Brady, diagnosed as a psychopath, was sent to Ashworth, a high-security psychiatric hospital. He spent his time writing his disgusting book The Gates of Janus, complaining about the food, and going on hunger strikes, demanding the "right to die." He was, until the end, a petulant, narcissistic child trapped in a monster's body.
Hindley, meanwhile, began her great "performance." Seeing a path to possible parole, she, the "most evil woman in Britain," suddenly claimed to be a reformed Catholic. She had her supporters, most notably Lord Longford, who was relentlessly derided as a "loony" for believing her act.
This is the part that still grates. For twenty years after the trial, both of them denied everything. They denied the murders of Pauline Reade and Keith Bennett. They sat in prison, in silence, while the mothers of those children lived in a private hell, not knowing if their children were dead or had just run away.

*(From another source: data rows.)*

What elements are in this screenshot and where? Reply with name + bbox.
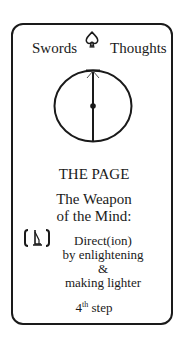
card-description: Direct(ion) by enlightening & making lig… [28,234,178,290]
subtitle-line-1: The Weapon [0,191,188,208]
card-header: Swords Thoughts [0,38,188,58]
description-line: Direct(ion) [28,234,178,248]
domain-label: Thoughts [110,38,167,58]
spade-icon [84,30,100,52]
step-ordinal-suffix: th [82,300,88,309]
description-line: making lighter [28,276,178,290]
step-label: step [92,300,113,315]
card-title: THE PAGE [0,165,188,183]
circle-with-vertical-sword-icon [52,68,134,144]
step-indicator: 4th step [0,300,188,316]
subtitle-line-2: of the Mind: [0,208,188,225]
description-line: & [28,262,178,276]
suit-label: Swords [32,38,77,58]
card-subtitle: The Weapon of the Mind: [0,191,188,225]
description-line: by enlightening [28,248,178,262]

It was only in 1985, when Brady allegedly "confessed" to a journalist, that the investigation was re-opened. Hindley, seeing that Brady might "co-operate" and reap the public benefit, finally decided to confess too.
What followed was the grotesque spectacle of flying a "reformed" Myra Hindley, in a helicopter, back to Saddleworth Moor to "help" the police. She led them, eventually, to the grave of Pauline Reade.
But she never found Keith Bennett.
The Open Wound: "He's Still Out There"
And that is the real legacy of this crime. It's not just what they did. It's what they refused to undo.
Keith Bennett, 12 years old, is still out there.
His mother, Winnie Johnson, spent 48 years of her life visiting the moor, waiting for the one piece of information that would let her bury her son. She wrote to Hindley, begging her for help. Hindley wrote back, thanking her for her "sincerity."
Winnie Johnson died in 2012, still not knowing.
Brady died in 2017. He, too, refused to give up the secret.
Even as recently as 2022, police were digging up the moor again, based on a "tip" from an amateur sleuth, only to find nothing.
That is the true "autopsy" of this case. Brady and Hindley didn't just murder five children. They murdered the families, slowly, over decades. And in the case of Keith Bennett, they have never allowed the funeral to be held.
These weren't "monsters" in the fictional sense. They were two, banal, narcissistic, evil human beings who worked in an office.
And that's the most terrifying truth of all.